De Bie said it's important to know about natural history of a place over time, to see how things change.

It's very important to understand the past, the present and what maybe predicts a little bit the future about these ecological specimens and their environments. - Fiep de Bie

"Especially now, everything is changing so much and the distribution of animals and where they now live and climate change has an impact on that. And it's very important to understand the past, the present and what maybe predicts a little bit the future about these ecological specimens and their environments," she said.

"So maybe we need to do a report in another whatever number of years or so to see what's what."

Keeping history in one place

P.E.I. Museum and Heritage Foundation
P.E.I. Museum and Heritage Foundation

De Bie said having a museum might entice people to collect more specimens on P.E.I.

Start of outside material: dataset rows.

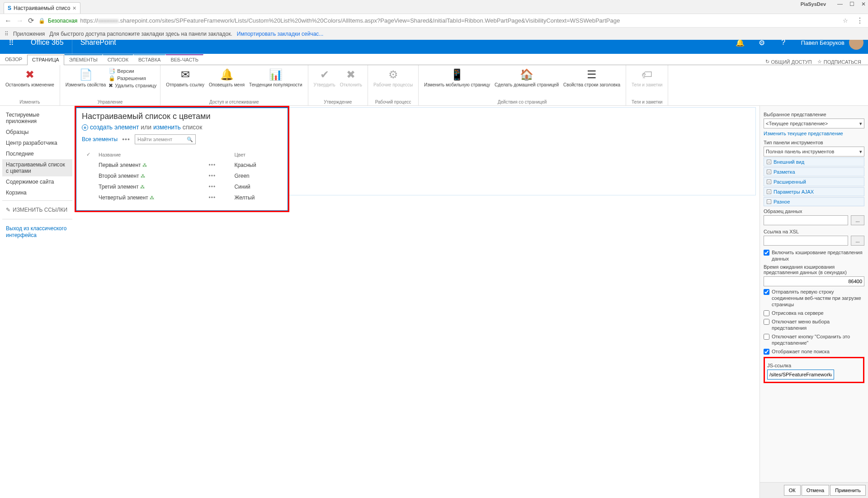 The image size is (868, 498). What do you see at coordinates (767, 337) in the screenshot?
I see `disable-save-view-checkbox` at bounding box center [767, 337].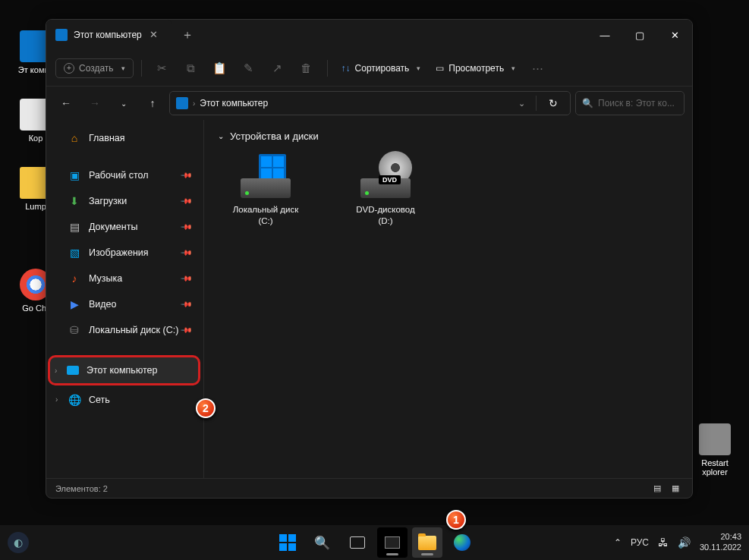 The height and width of the screenshot is (560, 749). I want to click on sort-icon: ↑↓, so click(346, 68).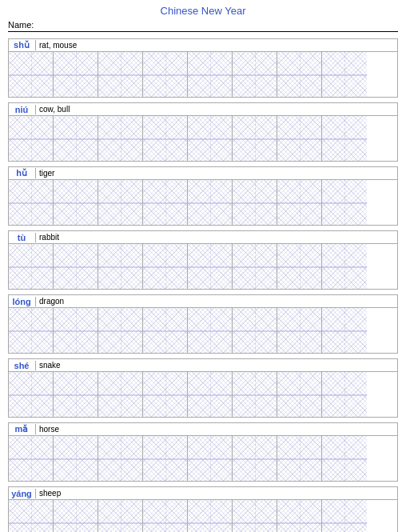 This screenshot has width=406, height=532. What do you see at coordinates (203, 509) in the screenshot?
I see `row-block-7: yángsheep` at bounding box center [203, 509].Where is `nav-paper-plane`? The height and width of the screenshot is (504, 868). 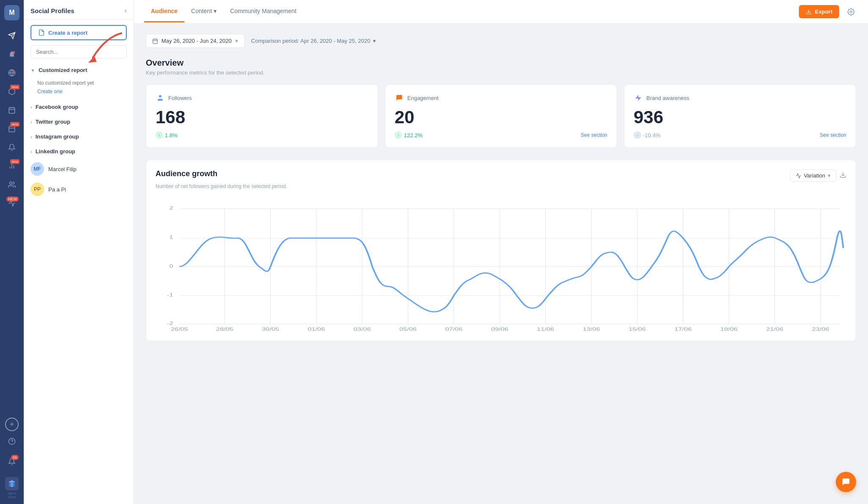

"I think there will always be people interested in natural history, but it's also nice to be able to deposit them somewhere so that people can see them as well, and learn from them. So you can have visitors or educators that can go to a place and see them. And perhaps also have more researchers look into other species that can be researched," she said.

"It would be ideal to have a museum in general and then maybe a section with natural history."

She said as a Museum and Heritage Foundation board member, she knows the idea of a curator of natural history has been floated in the past.

But government hasn't allocated any funding for the position.

P.E.I. Museum and Heritage Foundation
P.E.I. Museum and Heritage Foundation

"I know right now some of the natural history specimens are on display, but they're in the different museums, which is also a good thing, you know? But it would also be nice to have it more elaborate and have more specimens and research possibilities in one place," she said.

De Bie said she learned a lot about P.E.I. from putting together the inventory.

"A lot of awareness of where everything is and how many people actually did come to the Island to study. From fish to mosses to vascular plants to mollusks."

"We have to keep on collecting and learning from nature and if it's needed to do a report again."

Nature P.E.I.
Nature P.E.I.

Bob Harding is one of many Islanders who has contributed to P.E.I.'s natural history. He began collecting dragonflies with his kids in the '90s.

"It became a family event for us in the summer time and a great opportunity to get outside and appreciate nature and make a contribution to the body of knowledge, I guess," he said.

'For a hundred years or more'

Most of the family's specimens at being kept at the New Brunswick Museum.

"It would have been a lot nicer to be able to leave them here. The only reason they didn't stay in Prince Edward Island is because they would be in my attic. And if something happened to me or to our house, they'd be gone forever. So this was a way to actually make sure that they could be there for review and for study in a hundred years or more," he said.

"If we had somebody that was a natural history curator who had an opportunity to understand what we have in Natural History and Prince Edward Island and places where these specimens could be appropriately stored, that'd be a real win for P.E.I. We're missing that as a province, in my opinion."

P.E.I. Museum and Heritage Foundation
P.E.I. Museum and Heritage Foundation

Harding said it's all about scale, and doesn't know if P.E.I. would need a museum the same size as other places.

"Perhaps we should have something smaller. But right now, we don't have something smaller. We don't have anything," he said.

He tells the story of how a curator at the New Brunswick Museum once showed Harding and his kids a dozen passenger pigeons in a little drawer.

"Now, they've been extinct for over a hundred years. That's pretty impressive. And here they are ... Somebody a hundred and some years ago thought about we should save some of these so that we can actually do some research on them," Harding said.

"It's not just things that people are collecting now, it's things that are gone now that nobody can actually access ... Once something's gone, it's too late to learn about it."